Daily Archives: November 17, 2010

The New America Seminar on Radical Life Extension

Yesterday, the New American Foundation and Arizona State University with help from the IEET’s Sean Hays and with Aubrey de Grey as a main speaker, sponsored a conference on the future of life extension and its global ramifications: economic, social, and political.

Will 250 be the new 100 in the foreseeable future? As we discuss on my blog, human life expectancy has made steady gains over the last two centuries, and anti-aging scientists are eager to trigger a radical extension in our life spans. How likely is such a spike? And how desirable is it to live to be a quarter of a millennium?
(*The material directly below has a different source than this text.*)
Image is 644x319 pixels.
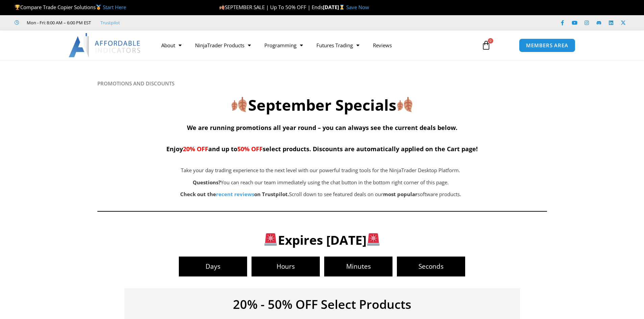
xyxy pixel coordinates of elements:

These were the core questions that were addressed at the conference.

At the conference, Aubrey de Grey (IEET Fellow and Chief Scientist, SENS Foundation) said that “radical life extension is a turn-off to a lot of people, especially people on Capitol Hill, because they imagine it as people getting old and extending the frail and infirmed portion of their lives indefinitely. This is a pretty old understanding of radical life extension.” Aubrey de Grey argued that instead of maximizing the existing life expectancy with drugs and diet, using “regenerative medicine,” periodic repair of the mechanism, is the avenue to achieve real gains in life expectancy. He spoke against attitudes on the demographic consequences of life expectancy since the effects will only accumulate over the next century. According to de Grey, the policy we need to care about is making the case for more research monies for the biology and therapy of aging today, not dealing with consequences of having a society full of centenarians.